AMAC Exclusive
Written By: Herald Boas
In 2016, a business tycoon from New York rocketed to the fore of national politics and captured the presidency. It was the first time in history a true outsider with no prior political experience had ever won the White House. But although Donald Trump was the first business mogul to become president, he was not the first to try. That trail had been blazed nearly 150 years prior by another New Yorker whose memory is sadly all but lost from the history books.
He was America’s first self-made tycoon and its first major public philanthropist. He designed and built the first U.S. steam locomotive. He invented Jell-O. He was one of the handfuls of men who were responsible for the first transatlantic cable. He put the first elevator shaft in a building and did it before the elevator was invented. He held many patents for his inventions and created several early U.S. manufacturing companies. Cooper was the nation’s early equivalent of a billionaire and was an ardent abolitionist who also promoted the cause of Native Americans. At 85, he ran for president of the United States. To this day, he is still the oldest person ever nominated by a major political party. He lost but probably affected the outcome of one of the closest elections in U.S. history, resulting in the election of a Republican.
Yet few, outside his hometown, remember his name.
Peter Cooper was born in New York in 1791 when George Washington was in his first term as president. He died in 1883. He was one of the greatest American capitalists of the 19th century and a historically important innovator, but what made him a true visionary was his then-original and compassionate belief that having made a fortune, he needed to give much of it back to the community in which he lived.
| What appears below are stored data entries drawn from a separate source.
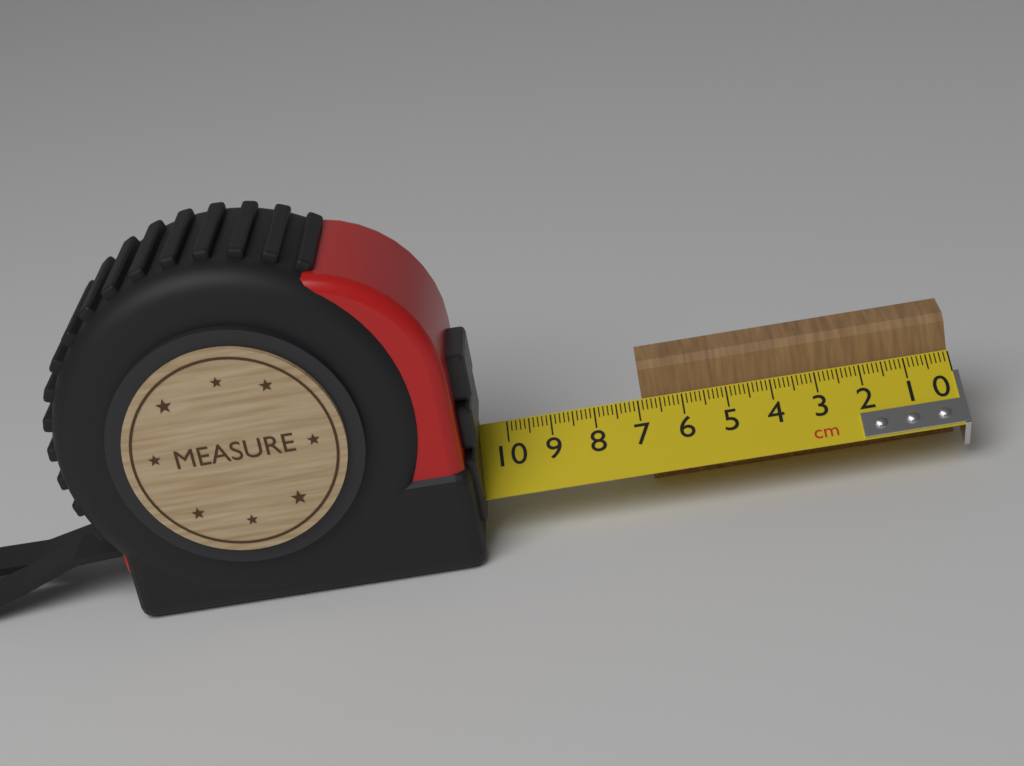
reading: 6.9 cm
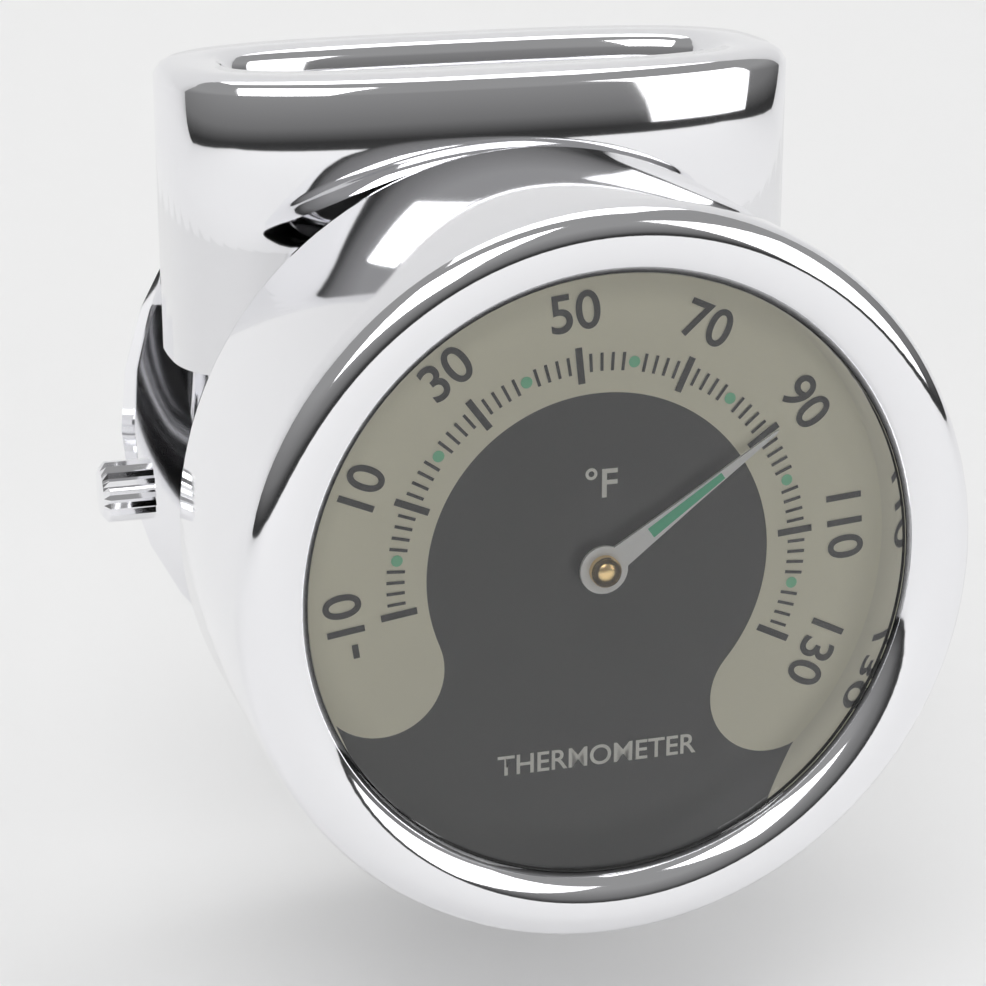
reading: 90 °F
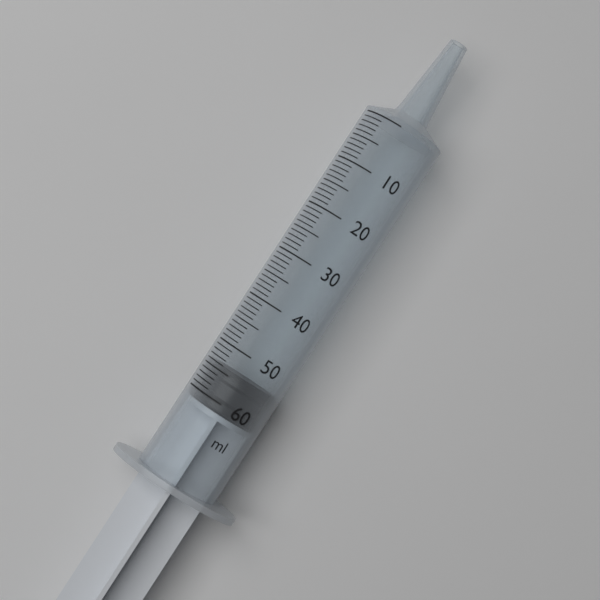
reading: 54 ml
Born in modest means, he routinely gave his money to causes for the poor and political reform. In 1876, at the age of 85, he ran for president of the United States as the populist National Independent (Greenback) Party nominee. He lost badly, but many of his then-radical ideas later became normal standards of public policy today.
His most lasting legacy and visible monument is a school and its building, the Cooper Institute (now Union), completed in 1858. It was then, and is now, a school of architecture, engineering, and fine arts. It was intended for the poor of New York who otherwise could not attend a college-level school. Then, as now, no student paid to attend its classes. The only requirement was ability. Men and women could enroll, as could the young and old. It also provided the only public library in the city of its kind, open to all. Since the day it opened, there has not ever been a student vacancy. It lists great artists and architects, famous engineers, and a Nobel prize winner among its graduates. Over the years, its faculty and students became more and more distinguished. Today, with 600 students, it is one of the finest schools of its kind in the nation.
But Peter Cooper had in mind an additional goal for Cooper Institute. In the building’s basement, he constructed a Great Hall, seating 1,100 persons, to be a forum for new and beneficial public ideas.
As was the subject of a recent AMAC Newsline article, the most famous speech given there was, of course, Abraham Lincoln’s two-hour address on the evening of February 27, 1860. Lincoln, at that moment, was the darkest horse for the Republican nomination for president in 1860. The new party, which had replaced the Whig Party in 1856, now had a good chance to elect a president because the crisis of the slavery issue had split the Democratic Party into a northern faction and a southern faction. Some New York Republicans, however, thought that their governor, William Seward, then the frontrunner for the GOP nomination, could not win the general election. To find another candidate, they planned a series of speeches, to be given by prominent Midwestern Republicans, including Lincoln, who they knew as a successful railroad attorney who had served only one term in Congress but had run impressively in an 1858 Senate race in Illinois against Stephen Douglas (who by 1860 was the almost certain Democratic nominee for president). Lincoln, however, could not come to New York for the scheduled autumn, 1859 speeches at the New York YMCA but was able to come in February 1860. The organizers moved the venue to the larger Cooper Union, opened only a year before, and agreed Lincoln could come in 1860.
After and because of his speech, Lincoln was nominated and then elected president.
Cooper Union continued to be a forum for important American speeches and ideas throughout the 19th century, the 20th century, and to the present time. After Lincoln’s speech, Susan B. Anthony, Horace Greeley, Mark Twain, Ulysses S. Grant, Robert Ingersoll, Victoria Woodhull, and Thomas Huxley spoke there. In recent years, Bill Clinton spoke there. In 2007, former Speaker of the House Newt Gingrich and former New York Governor Mario Cuomo, both then possible presidential candidates, held a nationally-televised debate in Cooper Union.
The full story of the remarkable Peter Cooper— a man who affected U.S. life and history in so many ways — is rarely told these days. He is not even mentioned in most school books. But his contributions and influence are no less, and perhaps more, than many who are.
As we look forward to the next presidential election, it is worth considering not just the professional political candidates but whether perhaps another popular tycoon will emerge.